Don't tell me there isn't some kind of price fixing going on here.
I doubt there is, in the sense of a cartel or other illegal agreement.

The UK market is intensely competitive and online retailing makes it simple for retailers to track their competitors. It's almost certain that they all source major brands from the same distributor and that none sell enough stock to be able to force the distributor to give additional discount. Inevitably, they're all setting their prices for the minimum profit they can afford to make and thus they will all end up selling at very similar if not identical prices.

It's basic classical economics theory in action: the absence of differentiation in their offers forces their prices to the minimum practical price.
 
I doubt there is, in the sense of a cartel or other illegal agreement.

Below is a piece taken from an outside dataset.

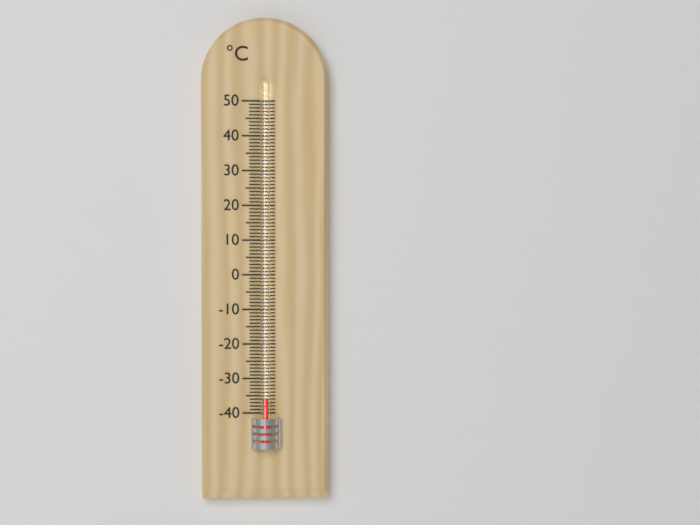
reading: -36 °C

The UK market is intensely competitive and online retailing makes it simple for retailers to track their competitors. It's almost certain that they all source major brands from the same distributor and that none sell enough stock to be able to force the distributor to give additional discount. Inevitably, they're all setting their prices for the minimum profit they can afford to make and thus they will all end up selling at very similar if not identical prices.

It's basic classical economics theory in action: the absence of differentiation in their offers forces their prices to the minimum practical price.
Are you not simply describing price fixing by the distributor. If the distributor sells the same product elsewhere in the world at significantly different levels despite being manufactured at the same time in the same place and at the same cost then they are fixing the price. The retailers sourcing through that distribution mechanism only really have their own margin to play with.

i get that duty and other taxes may change a selling point but fundamentally the distributor is fixing regional pricing.
Grey products are simply sourcing from a retailer who does not buy from the local region distributor but from one where the cost is less.

The big manufacturers take full advantage of a global marketplace when looking at the costs of production but are less than happy about a global marketplace when it comes to sales. They differentiate their own sales pricing by artificial product differences between regions when the product costs the same to make and distribute.

None of us know that the grey suppliers aren't paying all the taxes they are legally required to. It’s all just speculation. It used to be warranty and resale was the purported issues but you can buy grey for less with a better warranty with product fixed in the same workshop by the same technicians using OEM parts, download firmware and sell on with no issues. For those who think selling grey is a moral issue about taxes and UK retailers, why is your ire not aimed at the manufacrurers who charge retailers more here for a product and set up the ability for grey to make sales at a difference.